[OSM-talk] OSM relation ID property in Wikidata

Peter Wendorff wendorff at uni-paderborn.de
Mon May 6 21:55:47 UTC 2013


Am 06.05.2013 23:07, schrieb andrzej zaborowski:
> Hi,
> 
> On 6 May 2013 21:20, Peter Wendorff <wendorff at uni-paderborn.de> wrote:
>> Am 06.05.2013 20:26, schrieb Tobias Knerr:
>>> On 06.05.2013 18:54, Peter Wendorff wrote:
>>>
>>> [...]
>>>> Let's see this example: A building that was a merchants kontor a few
>>>> hundret years ago, and now contains a museum and a restaurant, while in
>>>> between it was - let's say - a hospital).
>>>
>>> That's historical mapping. The problems would be the same for e.g. the
>>> name. But as for the parts of the example that are not directly "historic":
>>
>> No, it's not. I did not speak about mapping the hospital and the
>> merchants kontor, but about wikidata entries ahout the hospital and the
>> merchants kontor - and wikidata in fact includes historical entities
>> like that, too.
> 
> If you're not adding those historical entities to OSM (or a similar
> database like that historical osm once discussed) then there's no
> issue with linking to Wikidata because there's nothing to be linked.

Why not?
The building is the same, and it's not of interest, that the tag
amenity=museum is not (any more) existent in osm.

If that's an argument any wikidata entity that's not tagged as complete
as the wikidata entity itself would be "nothing to be linked".

Your cross-reference (only add a reference osm pointing to wikidata to
the building, but link all other entities of wikidata to the building)
argument may be valid, but it's complex (that's my question below); but
especially historical entities are of interest to be linked, as they are
not directly findable by going out and watch.


> [...] 
>>>> - the restaurant's page
>>>
>>> Can be linked using the wikidata key at the restaurant POI.
>> You assume here that osm has distinct objects for building, restaurant
>> and museum, but often that's not the case.
>> Let's say the building mainly "is"/hosts the museum, and the restaurant
>> is a small part of it, covering a part of the building only (may be part
>> of the museum, too.
> 
> If it doesn't occupy the entire building then you can probably add the
> museum tag on the building geometry but later once you want to add a
> wikidata tag you'd probably split it out like you'd split a street
> object when you want to add an attribute that applies to a part of the
> attribute.  If you're into indoor mapping then you'd draw the museum
> outline separately anyway.
so you propose to split it up because of an external ID you propose to
add...
While I in general agree that objects of osm are split when they get
mapped in more detail (like in this example), I'm not happy to do that
for the reason to enable matching to external references.

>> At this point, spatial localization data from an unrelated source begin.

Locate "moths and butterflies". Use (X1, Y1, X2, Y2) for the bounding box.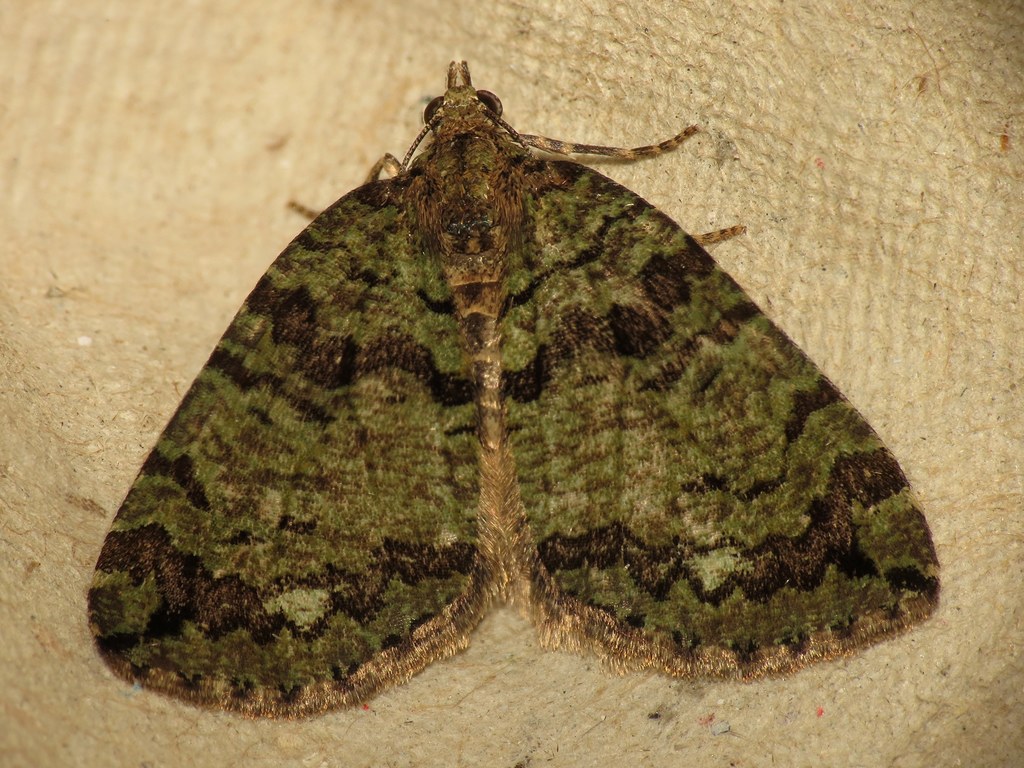
(82, 56, 941, 721).
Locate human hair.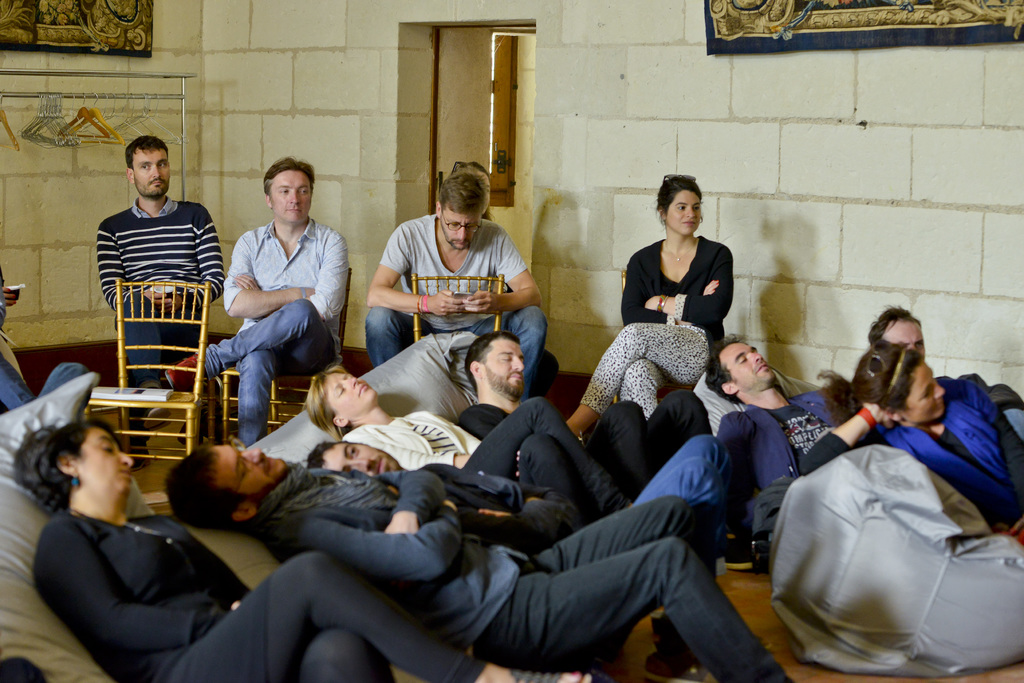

> Or you could do namespaces, basically using the same criteria as with
> different attributes.  For example opening_hours which may be
> different for the museum and the building.  The mechanism can be the
> same for wikidata=* as for e.g. opening_hours=* and oneway=*.
and it's not working for opening_hours either afaik; usually we split
the pois in these cases.

>>>[...]
>>>> Perhaps look into the overpass-permanent-ID solution for that.
>>>
>>> In my opinion that's not really a good solution here. Manually creating
>>> Overpass API queries is too hard.
>> That's true, but what you propose is (yet) hard, too:
>> To decide where to link to wikidata and where to rely on wikidatas
>> internal links requires deep knowledge about the wikidata system, which
>> is IMHO not acceptable as a general precondition for mappers (whose
>> majority will have to deal with that in future to keep these links
>> reasonably up to date).
> 
> Again mappers are already dealing with this problem when they add
> phone= or website= tags.  There's no clear criteria but it's not a a
> problem specific to wikidata links.
Of course not, but even the external id problem is not specific to
wikidata links.

Wikipedia links are for a long time relatively stable, and as wikipedia
I think is often used as one reference for osm, too, it's widely
accepted to be of benefit for both sides.

Wikidata is not yet proven that stable nor that useful, and -
especially: it's a data project. It would be a great task and solution
to design e.g. an overpass-permanent-osm-id-editor that defines the link
in a useful gui (e.g. derived from wikidata attributes like country,
county, city, postcode, location/coordinate, address, ... which might be
part of wikidata, I think.

Wikidata links are harder to maintain, nearly impossible to check
(without opening the page), while wikipedia links have meaningful names.

Wikidata links currently are mostly duplicates of wikipedia article's
entities (as that's the big imported stuff from the beginning).

Therefore I personally oppose currently to reference wikidata entities
from osm objects; at least where no good rules exist where and when to
link which types of objects, and which not.